We all must do the best we can within our own limitations
NJ Teacher, you will continue to fight in your own way. That seems certain.
Another study that says charter schools don’t do any better than public schools:
http://www.chicagobusiness.com/article/20141013/BLOGS02/141019962/chicagos-charter-schools-experiment-flops-report-finds
It doesn’t matter. The Obama Administration bet the whole wad on charter schools, and there’s far too many influential and powerful people who backed this 100% to go back now.
The worst part isn’t even the charter schools. It’s the disinvestment in public schools. That’s what has done real damage and that’s what we’ll pay dearly for down the road.
You can’t denigrate or (best case) abandon the schools most children attend and “improve education”. It won’t work. It never made sense. Only blind true believers could have pursued it. if you’re harming 90% of schools, you’re not improving education.
Chiara, Your post makes total sense and as usual, ‘fills out’ the discussion. I would tweak what you wrote a bit: The disinvestment in public schools goes hand in hand with the investment in private schools; it is these concurrent actions for which we “will pay dearly”.
They’re doing the exact same thing in the UK. The language and claims are exactly the same:
http://www.economist.com/news/britain/21623766-academies-programme-has-transformed-englands-educational-landscape-new-school-rules?frsc=dg%7Ca&fsrc=scn/tw_app_ipad
They’re privatizing public schools.
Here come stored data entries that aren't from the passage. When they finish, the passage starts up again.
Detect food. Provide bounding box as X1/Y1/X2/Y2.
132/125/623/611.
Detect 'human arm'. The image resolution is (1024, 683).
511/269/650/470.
Only someone who is bought or blind could deny it.
Politicians should be forced to defend this, because you know what? NONE of them ran on it.
In Philadelphia more than 750 million dollars is taken from the public school budget annually to support charter schools in the city. ( No doubt this number is similar for other cities with economic demographics that match Phily’s) How could this money have been used to improve the public schools? Smaller class sizes, social and emotional support for students who desperately need this more than just harder tests, enrichment programs like sports, theater, music, visual arts and etc. all of which build social competency and engage students in ways that are deeply meaningful and relevant to their own lives.
Instead our tax dollars are used to build a flotilla of test prep factories, in the form of charters, that, if they are successful, build this success by narrowing instruction, and skimming the best students from the surrounding public schools.
Well couldn’t of said it any better. The utter destruction of public education and minorities in the teacfhing profession
How sad that the destruction of public schools is the only solution that these politicians can put forward. I am the protect of public school education in the inner city, poorest of neighborhoods in the Bronx, NY, and while I was never subjected to all the bells and whistles of today, I became a Public School teacher myself because of all those great teachers I had in the past. Today, I have been torn down and no longer see myself staying long in a profession that does not allow me to teach but only to the test. America when are we going to wake up and see that those who went on to become something in life, was because of the great teachers that were dedicated to the profession and their students. Why can we go back to what worked in the past and stop tearing down the very fabric of this country which is education.